Hi ppl. I'm trying to which seems impossible... Let me tell the history
behind it. Please be patient.
I'm working on a big project. We want to modularize our code, breaking up
the main system in many medium sized DLL's. We have many reasons to do it,
some technical, some commercial.
We know the that our approach involves some tradeoffs. In particular, the
DLL will contain duplicates of the VCL which will make our system a bit :-)
larger.
Our problem: put some forms in a DLL. We can do it right now, but the result
are some floating forms that we found to be confusing for our customers. We
want to have only one window visible. This seems to lead to an MDI interface.
However, we felt that the MDI interface can be confusing too. Even Microsoft
acknowledges it and is dropping MDI support.
We did some research over the Delphi docs, Windows docs, Internet newsgroups
and Delphi WWW pages. We found that some people before us had the same problem.
The reasons are similar. However, most people chose to follow the MDI approach.
Even if wanted to do it, we can't put an MDI child on a DLL for technical
reasons - you cant do it in Delphi without rewriting some of the VCL code.
However, we can't be defeated that easy. We found that we could open another
form inside the main form. Turn off the border and the main title, and to the
user it seems like a single form. OLE2 inplace editing works this way.
We decided to try to use OLE. It seems simple: write an OLE automation server.
Activate it inside an OLE container, and here is you form inside another form.
But we need to implement a lot of interfaces to do it, and the resulting code
is big and slow.
Then we decided to hack it anyway. We put a simple form with many components
inside another form, using a simple hack. Look at the pseudo code below:
{ MainForm has a panel component called Panel1 }
procedure MainForm.CreateFormInsidePanel;
var Form1 : TForm;
begin
Form1 := TOurForm.Create(MainForm);
Form1.Parent := Self.Panel1;
end;
This way Form1 becomes clipped inside the Panel1 component. The resulting
window has a strange behavior. Everything seems to be fine, but some
components - notably the edit control - cant be selected with the mouse. This
seems to be related to some problem with the message handler of MainForm.
The test seemed promising, but the lack of documentation makes things harder.
We are looking now for alternatives. We have some to enumerate:
- Implement the external forms in DLL's, and open them inside the Panel.
Look at the code of the message dispatcher and hack it until it works.
- Implement the external forms in components, convert these components
in OCX. Use the resulting OCX inside an OLE container. To do it we need
some info about writing an OCX.
- Create the components at runtime inside the panel, Use the definition of
the form that is stored in the DLL. It's simply a matter of loading the
right resources. The tricky part is to associate the event handlers
inside the DLL with the new components create inside the main form.
We are inviting any Delphi programmer to join us to solve this problem. We
think this can be a big step toward the deliverance of modular Delphi apps,
much like you can do today with Power Builder or C++.
Thanks in advance. You can reply to the group or directly to me via email.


■ EXERCISE DIRECTIONS ■
Copy the listing exactly; drop the pictures.

---*---

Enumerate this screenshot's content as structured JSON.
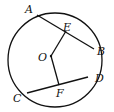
{
  "diagram": {
    "type": "circle-geometry",
    "circle": {
      "center_label": "O",
      "cx": 55,
      "cy": 60,
      "r": 47
    },
    "points": {
      "A": {
        "label": "A",
        "x": 37,
        "y": 15,
        "lx": 25,
        "ly": 13
      },
      "B": {
        "label": "B",
        "x": 94,
        "y": 49,
        "lx": 97,
        "ly": 55
      },
      "C": {
        "label": "C",
        "x": 27,
        "y": 93,
        "lx": 13,
        "ly": 102
      },
      "D": {
        "label": "D",
        "x": 88,
        "y": 77,
        "lx": 95,
        "ly": 82
      },
      "E": {
        "label": "E",
        "x": 66,
        "y": 31,
        "lx": 64,
        "ly": 31
      },
      "F": {
        "label": "F",
        "x": 59,
        "y": 85,
        "lx": 57,
        "ly": 97
      },
      "O": {
        "label": "O",
        "x": 51,
        "y": 56,
        "lx": 38,
        "ly": 61
      }
    },
    "segments": [
      [
        "A",
        "B"
      ],
      [
        "C",
        "D"
      ],
      [
        "O",
        "E"
      ],
      [
        "O",
        "F"
      ]
    ]
  }
}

---*---

■ SOLUTION TO THIS TASK ■
Enumerate this screenshot's content as structured JSON.
{
  "diagram": {
    "type": "circle-geometry",
    "circle": {
      "center_label": "O",
      "cx": 55,
      "cy": 60,
      "r": 47
    },
    "points": {
      "A": {
        "label": "A",
        "x": 37,
        "y": 15,
        "lx": 25,
        "ly": 13
      },
      "B": {
        "label": "B",
        "x": 94,
        "y": 49,
        "lx": 97,
        "ly": 55
      },
      "C": {
        "label": "C",
        "x": 27,
        "y": 93,
        "lx": 13,
        "ly": 102
      },
      "D": {
        "label": "D",
        "x": 88,
        "y": 77,
        "lx": 95,
        "ly": 82
      },
      "E": {
        "label": "E",
        "x": 66,
        "y": 31,
        "lx": 64,
        "ly": 31
      },
      "F": {
        "label": "F",
        "x": 59,
        "y": 85,
        "lx": 57,
        "ly": 97
      },
      "O": {
        "label": "O",
        "x": 51,
        "y": 56,
        "lx": 38,
        "ly": 61
      }
    },
    "segments": [
      [
        "A",
        "B"
      ],
      [
        "C",
        "D"
      ],
      [
        "O",
        "E"
      ],
      [
        "O",
        "F"
      ]
    ]
  }
}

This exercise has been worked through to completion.